You can make use of http intercetor to help you here. Basically, interceptor will be executed every time you make a request, make an error while making a request, when you response or when you get error in response. Depending upon response status, you can redirect the control to an error page.
app.factory('CustomHttpInterceptor',[ '$q' , '$location', function( $q , $location, TimeoutBroadCaster ){
return{
request: function(config) {
return config;
},
requestError: function(config) {
return config;
},
response: function(res) {
return res;
},
responseError: function(res) {
if(res.status != 200){
$location.path( 'timed-out' );
}
return res;
}
}
}
]);
And then in config method at application start up, you push this interceptor in queue with
$httpProvider.interceptors.push('CustomHttpInterceptor');
To make things easier, at server end, you can come up with some custom error status which can help you determine if session had timed out and write check specifically for that condition.

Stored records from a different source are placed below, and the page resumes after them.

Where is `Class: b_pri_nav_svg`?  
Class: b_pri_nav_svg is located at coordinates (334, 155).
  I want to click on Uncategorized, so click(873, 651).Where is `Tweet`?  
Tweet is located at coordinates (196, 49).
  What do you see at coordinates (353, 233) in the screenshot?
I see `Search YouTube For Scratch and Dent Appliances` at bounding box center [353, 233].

How to make sure that only a specific domain can query from your REST api?

I have an app that has a REST api. I want it so that the only requests that can be made to the REST api are ones originating from the app itself. How can I do that?
I am using a node.js+express server too.
EDIT: the app is fully a public web app.
Simply define the header in your request, what this does is, it allows requests only from a certain domain, and instantly rejects any other domain.

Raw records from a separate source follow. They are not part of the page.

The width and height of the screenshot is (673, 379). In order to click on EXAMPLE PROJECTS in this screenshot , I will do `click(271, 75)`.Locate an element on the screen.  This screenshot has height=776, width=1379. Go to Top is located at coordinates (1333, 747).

response.set('Access-Control-Allow-Origin', 'domain.tld');
EDIT: IF you're really keen against web scraping stuff, you could make a function to double check client's origin.

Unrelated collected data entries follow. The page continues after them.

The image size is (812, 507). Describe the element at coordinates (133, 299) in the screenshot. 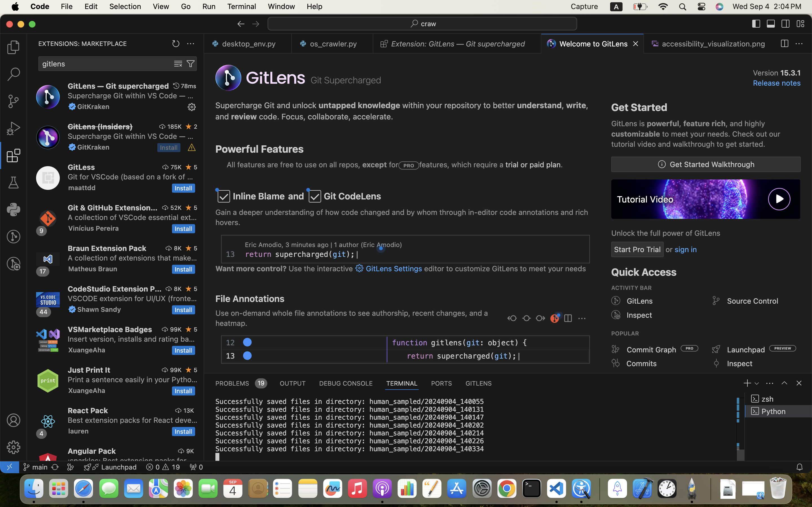

I see `VSCODE extension for UI/UX (frontend) development` at that location.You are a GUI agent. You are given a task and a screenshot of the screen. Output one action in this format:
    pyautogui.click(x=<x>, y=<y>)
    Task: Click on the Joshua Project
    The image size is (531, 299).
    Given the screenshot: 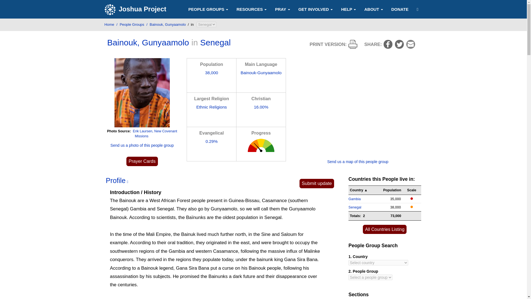 What is the action you would take?
    pyautogui.click(x=136, y=9)
    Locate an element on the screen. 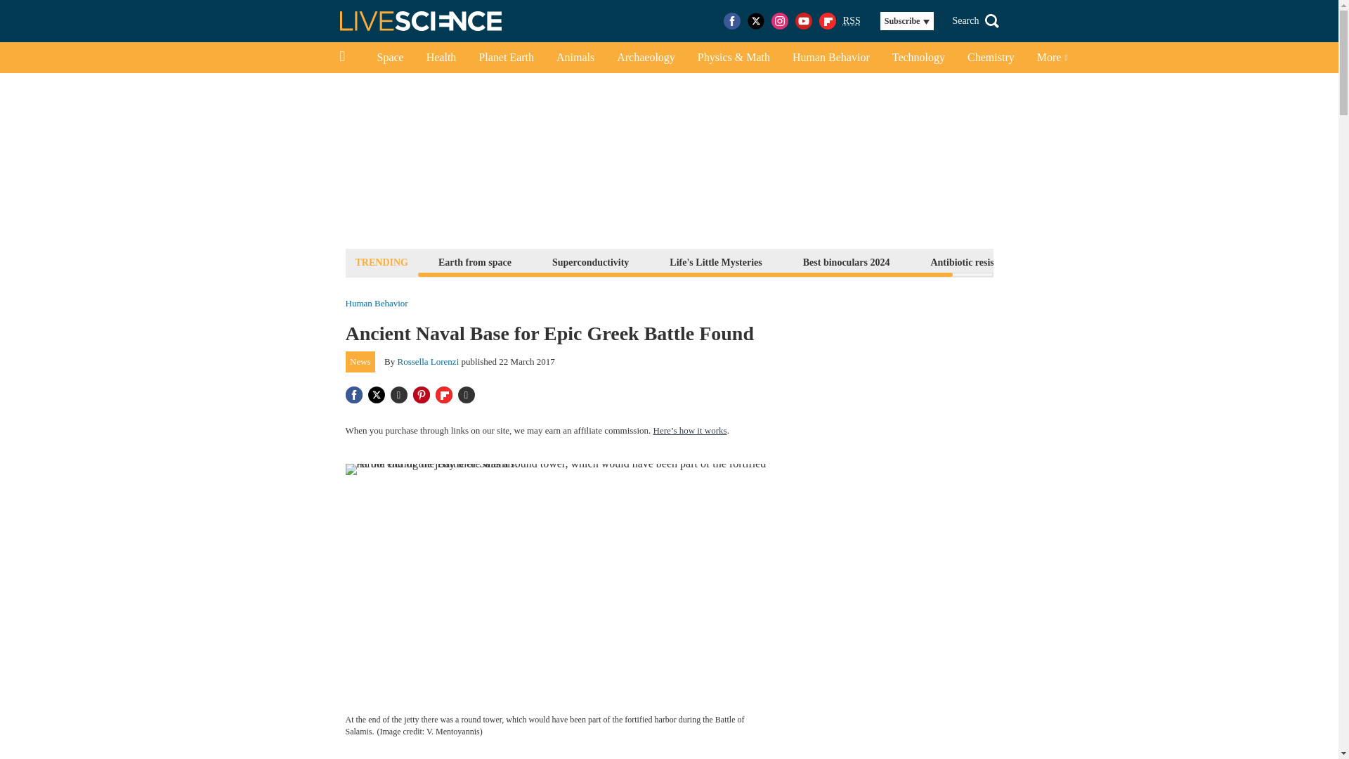 The height and width of the screenshot is (759, 1349). Antibiotic resistance is located at coordinates (973, 261).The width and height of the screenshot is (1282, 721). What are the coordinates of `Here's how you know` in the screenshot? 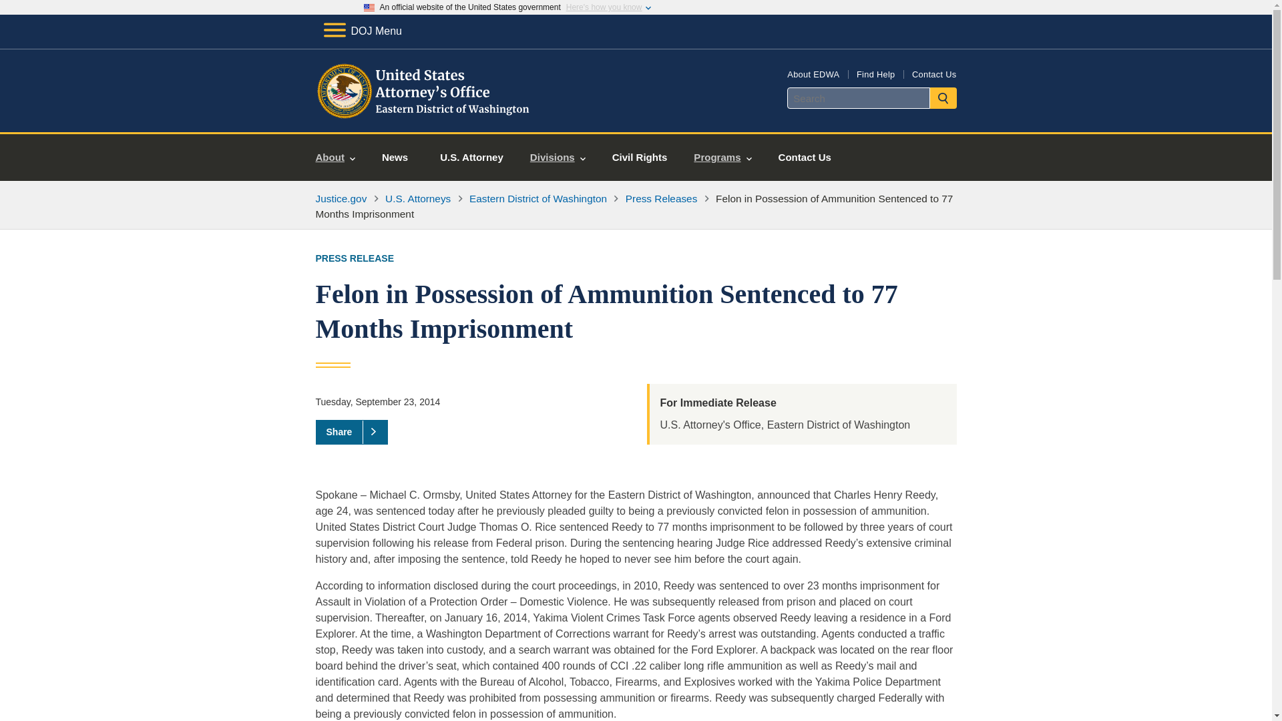 It's located at (604, 7).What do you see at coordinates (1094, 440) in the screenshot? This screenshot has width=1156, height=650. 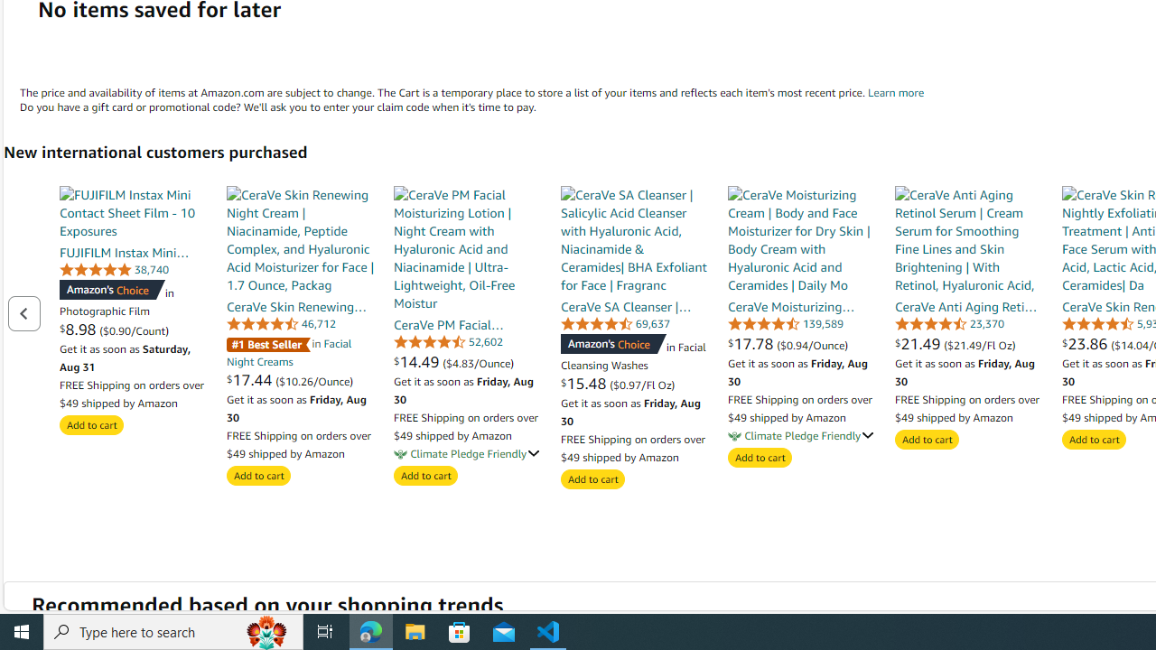 I see `Add to cart` at bounding box center [1094, 440].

function checkOrigin (origin) {
if (origin === "your.domain.tld") {
return true;
} else {
return false;
}
}
/* Handling it in response */
if (checkOrigin(response.headers.origin)) {
// Let client get the thing from API
} else {
response.write("Send them error that they're not allowed to use the API");
response.end();
}
Above example should work for the default HTTP/HTTPS module, and should also work for Express, if I'm not mistaken.
EDIT 2: To back my claim up that it should also work for Express, I found this quotation at their documentation;
The req (request) and res (response) are the exact same objects that Node provides, so you can invoke req.pipe(), req.on('data', callback), and anything else you would do without Express involved.
I would recommend using an API key from the client. CORS filters are too easy to circumvent.
A simple approach for securing a How to implement a secure REST API with node.js
Overview from above post:
Because users can CREATE resources (aka POST/PUT actions) you need to secure your api. You can use oauth or you can build your own solution but keep in mind that all the solutions can be broken if the password it's really easy to discover. The basic idea is to authenticate users using the username, password and a token, aka the apitoken. This apitoken can be generated using node-uuid and the password can be hashed using pbkdf2
Then, you need to save the session somewhere. If you save it in memory in a plain object, if you kill the server and reboot it again the session will be destroyed. Also, this is not scalable. If you use haproxy to load balance between machines or if you simply use workers, this session state will be stored in a single process so if the same user is redirected to another process/machine it will need to authenticate again. Therefore you need to store the session in a common place. This is typically done using redis.
When the user is authenticated (username+password+apitoken) generate another token for the session, aka accesstoken. Again, with node-uuid. Send to the user the accesstoken and the userid. The userid (key) and the accesstoken (value) are stored in redis with and expire time, e.g. 1h.
Now, every time the user does any operation using the rest api it will need to send the userid and the accesstoken.